Study material:
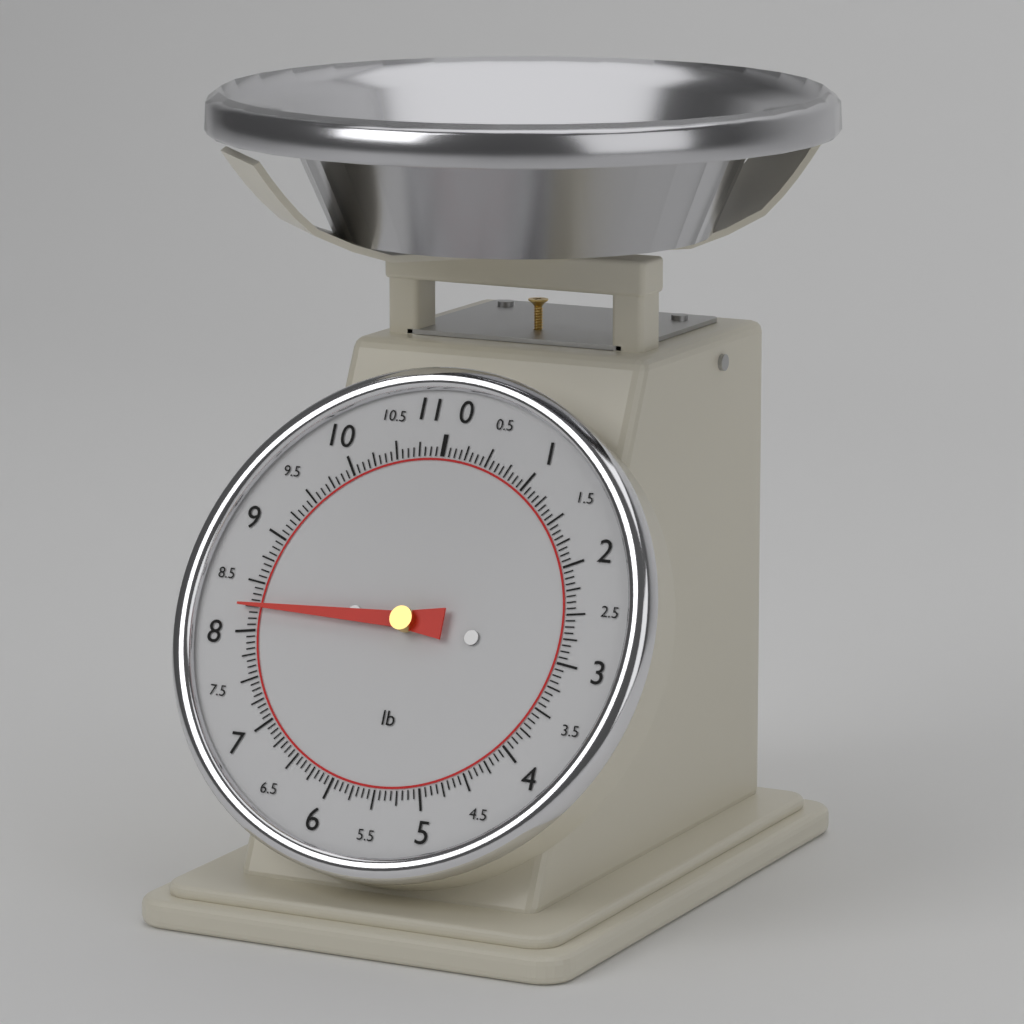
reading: 8.2500 lb
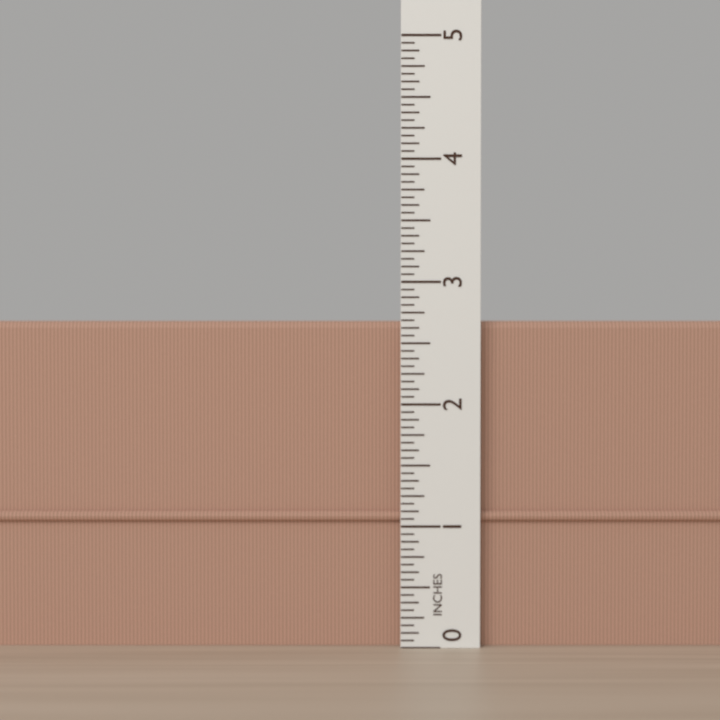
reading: 2.6875 in
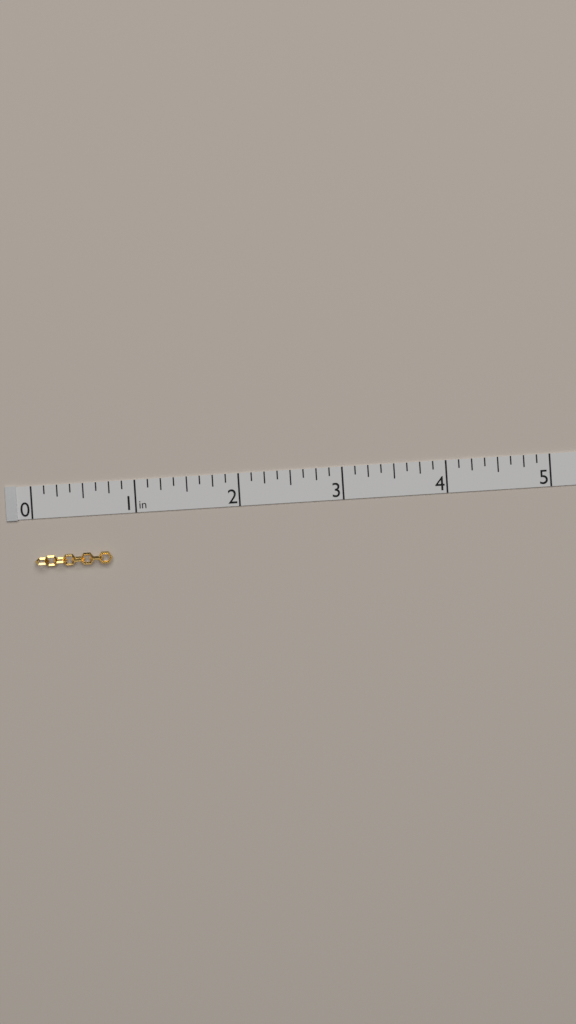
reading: 0.750 in
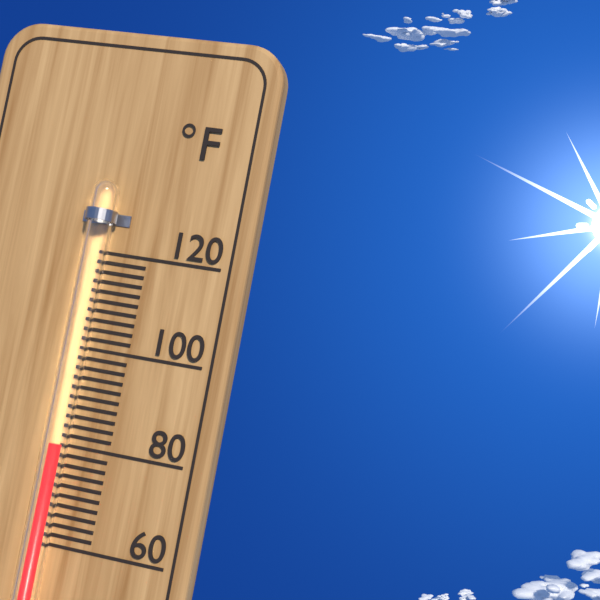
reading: 80 °F
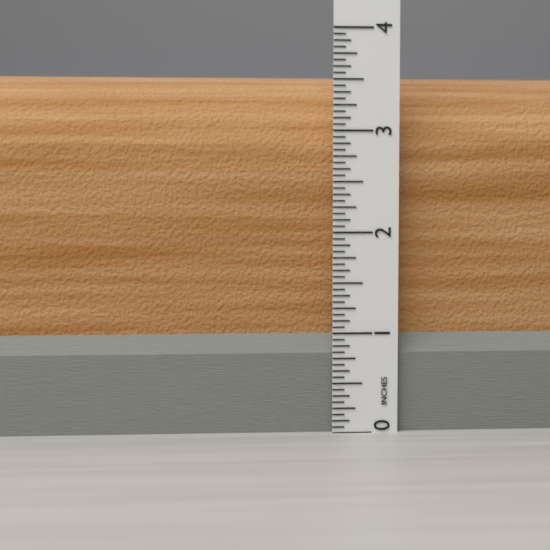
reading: 3.6250 in
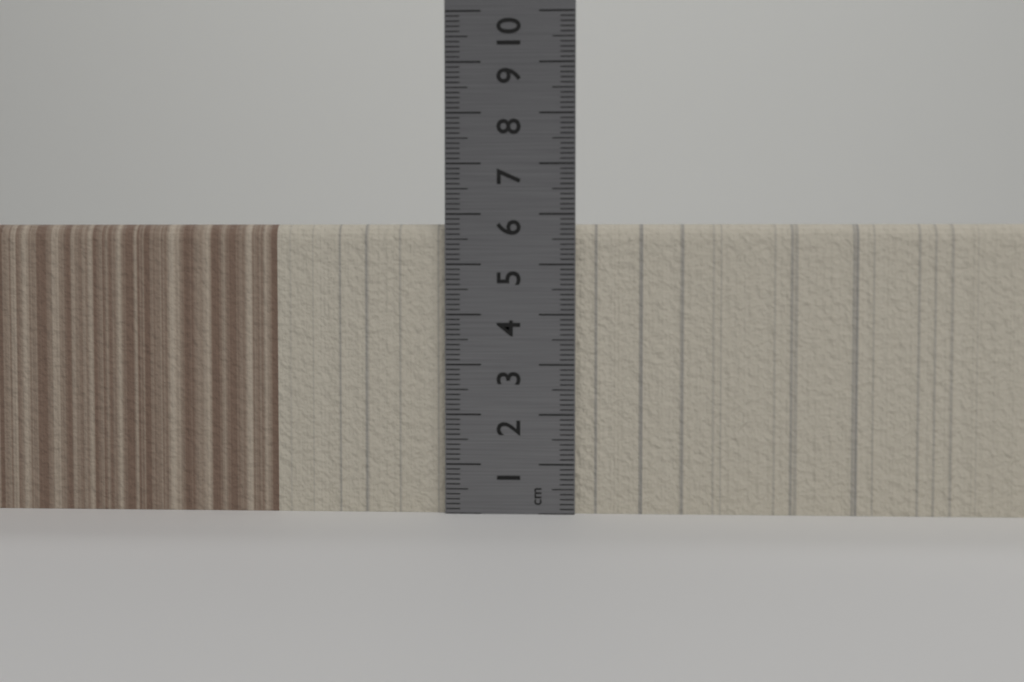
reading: 5.8 cm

Exercise goal: Put each line of the listing above into the copy exactly, dropping the pictures.

The completed task:
reading: 8.2500 lb
reading: 2.6875 in
reading: 0.750 in
reading: 80 °F
reading: 3.6250 in
reading: 5.8 cm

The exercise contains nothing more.